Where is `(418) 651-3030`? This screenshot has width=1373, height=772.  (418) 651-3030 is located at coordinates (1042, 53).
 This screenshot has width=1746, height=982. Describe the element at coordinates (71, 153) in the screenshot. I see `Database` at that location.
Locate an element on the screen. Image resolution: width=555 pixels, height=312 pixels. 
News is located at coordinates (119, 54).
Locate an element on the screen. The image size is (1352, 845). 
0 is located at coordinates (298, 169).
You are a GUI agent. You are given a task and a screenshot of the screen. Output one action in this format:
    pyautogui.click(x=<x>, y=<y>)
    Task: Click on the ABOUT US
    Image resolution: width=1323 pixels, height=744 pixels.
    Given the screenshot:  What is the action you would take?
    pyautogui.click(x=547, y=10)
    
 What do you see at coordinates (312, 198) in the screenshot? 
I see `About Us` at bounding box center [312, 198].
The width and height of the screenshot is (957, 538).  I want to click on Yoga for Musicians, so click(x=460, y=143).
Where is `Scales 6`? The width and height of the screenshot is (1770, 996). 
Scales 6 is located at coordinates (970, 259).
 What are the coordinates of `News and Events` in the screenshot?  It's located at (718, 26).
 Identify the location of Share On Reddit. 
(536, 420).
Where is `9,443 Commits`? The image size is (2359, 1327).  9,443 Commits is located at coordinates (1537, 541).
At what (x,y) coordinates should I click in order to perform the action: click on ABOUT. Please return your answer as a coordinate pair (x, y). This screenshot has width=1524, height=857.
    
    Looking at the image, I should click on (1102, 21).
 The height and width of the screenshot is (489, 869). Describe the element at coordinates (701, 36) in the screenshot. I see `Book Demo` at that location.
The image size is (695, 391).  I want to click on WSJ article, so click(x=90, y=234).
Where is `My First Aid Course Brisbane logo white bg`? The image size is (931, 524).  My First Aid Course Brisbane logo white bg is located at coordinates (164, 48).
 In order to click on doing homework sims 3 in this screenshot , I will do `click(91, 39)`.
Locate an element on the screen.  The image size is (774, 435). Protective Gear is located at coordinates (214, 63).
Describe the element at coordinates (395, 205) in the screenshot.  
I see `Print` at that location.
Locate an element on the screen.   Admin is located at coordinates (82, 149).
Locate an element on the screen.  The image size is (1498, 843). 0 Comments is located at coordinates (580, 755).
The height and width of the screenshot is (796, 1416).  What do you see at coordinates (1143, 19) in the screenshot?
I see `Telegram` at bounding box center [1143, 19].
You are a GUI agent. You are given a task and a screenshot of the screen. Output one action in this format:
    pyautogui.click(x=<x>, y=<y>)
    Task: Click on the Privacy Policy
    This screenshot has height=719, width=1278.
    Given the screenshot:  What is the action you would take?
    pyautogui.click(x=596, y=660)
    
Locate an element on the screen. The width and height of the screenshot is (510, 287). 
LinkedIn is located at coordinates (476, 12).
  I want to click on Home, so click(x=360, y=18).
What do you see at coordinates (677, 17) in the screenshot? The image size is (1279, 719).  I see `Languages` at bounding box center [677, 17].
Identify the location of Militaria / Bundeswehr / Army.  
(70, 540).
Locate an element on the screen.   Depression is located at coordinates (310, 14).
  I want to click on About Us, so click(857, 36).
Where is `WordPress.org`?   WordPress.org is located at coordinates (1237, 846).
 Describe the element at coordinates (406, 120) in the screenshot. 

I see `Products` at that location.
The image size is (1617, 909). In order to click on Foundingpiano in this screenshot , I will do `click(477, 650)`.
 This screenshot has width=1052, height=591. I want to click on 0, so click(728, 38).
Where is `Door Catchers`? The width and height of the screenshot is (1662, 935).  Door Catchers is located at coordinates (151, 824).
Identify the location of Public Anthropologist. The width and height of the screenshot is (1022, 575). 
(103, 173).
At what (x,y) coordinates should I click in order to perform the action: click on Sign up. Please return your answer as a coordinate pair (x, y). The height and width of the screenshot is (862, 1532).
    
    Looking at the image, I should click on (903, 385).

Instructions to follow
Output the complete data exactly as written.

Answer space
Where is `(418) 651-3030`? This screenshot has width=1373, height=772.  (418) 651-3030 is located at coordinates (1042, 53).
 This screenshot has width=1746, height=982. Describe the element at coordinates (71, 153) in the screenshot. I see `Database` at that location.
Locate an element on the screen. Image resolution: width=555 pixels, height=312 pixels. 
News is located at coordinates (119, 54).
Locate an element on the screen. The image size is (1352, 845). 
0 is located at coordinates (298, 169).
You are a GUI agent. You are given a task and a screenshot of the screen. Output one action in this format:
    pyautogui.click(x=<x>, y=<y>)
    Task: Click on the ABOUT US
    Image resolution: width=1323 pixels, height=744 pixels.
    Given the screenshot:  What is the action you would take?
    pyautogui.click(x=547, y=10)
    
 What do you see at coordinates (312, 198) in the screenshot? 
I see `About Us` at bounding box center [312, 198].
The width and height of the screenshot is (957, 538).  I want to click on Yoga for Musicians, so click(x=460, y=143).
Where is `Scales 6`? The width and height of the screenshot is (1770, 996). 
Scales 6 is located at coordinates (970, 259).
 What are the coordinates of `News and Events` in the screenshot?  It's located at (718, 26).
 Identify the location of Share On Reddit. 
(536, 420).
Where is `9,443 Commits`? The image size is (2359, 1327).  9,443 Commits is located at coordinates (1537, 541).
At what (x,y) coordinates should I click in order to perform the action: click on ABOUT. Please return your answer as a coordinate pair (x, y). This screenshot has width=1524, height=857.
    
    Looking at the image, I should click on (1102, 21).
 The height and width of the screenshot is (489, 869). Describe the element at coordinates (701, 36) in the screenshot. I see `Book Demo` at that location.
The image size is (695, 391).  I want to click on WSJ article, so click(x=90, y=234).
Where is `My First Aid Course Brisbane logo white bg`? The image size is (931, 524).  My First Aid Course Brisbane logo white bg is located at coordinates (164, 48).
 In order to click on doing homework sims 3 in this screenshot , I will do `click(91, 39)`.
Locate an element on the screen.  The image size is (774, 435). Protective Gear is located at coordinates (214, 63).
Describe the element at coordinates (395, 205) in the screenshot.  
I see `Print` at that location.
Locate an element on the screen.   Admin is located at coordinates (82, 149).
Locate an element on the screen.  The image size is (1498, 843). 0 Comments is located at coordinates (580, 755).
The height and width of the screenshot is (796, 1416).  What do you see at coordinates (1143, 19) in the screenshot?
I see `Telegram` at bounding box center [1143, 19].
You are a GUI agent. You are given a task and a screenshot of the screen. Output one action in this format:
    pyautogui.click(x=<x>, y=<y>)
    Task: Click on the Privacy Policy
    This screenshot has height=719, width=1278.
    Given the screenshot:  What is the action you would take?
    pyautogui.click(x=596, y=660)
    
Locate an element on the screen. The width and height of the screenshot is (510, 287). 
LinkedIn is located at coordinates (476, 12).
  I want to click on Home, so click(x=360, y=18).
What do you see at coordinates (677, 17) in the screenshot? The image size is (1279, 719).  I see `Languages` at bounding box center [677, 17].
Identify the location of Militaria / Bundeswehr / Army.  
(70, 540).
Locate an element on the screen.   Depression is located at coordinates (310, 14).
  I want to click on About Us, so click(857, 36).
Where is `WordPress.org`?   WordPress.org is located at coordinates (1237, 846).
 Describe the element at coordinates (406, 120) in the screenshot. 

I see `Products` at that location.
The image size is (1617, 909). In order to click on Foundingpiano in this screenshot , I will do `click(477, 650)`.
 This screenshot has width=1052, height=591. I want to click on 0, so click(728, 38).
Where is `Door Catchers`? The width and height of the screenshot is (1662, 935).  Door Catchers is located at coordinates (151, 824).
Identify the location of Public Anthropologist. The width and height of the screenshot is (1022, 575). 
(103, 173).
At what (x,y) coordinates should I click in order to perform the action: click on Sign up. Please return your answer as a coordinate pair (x, y). The height and width of the screenshot is (862, 1532).
    
    Looking at the image, I should click on (903, 385).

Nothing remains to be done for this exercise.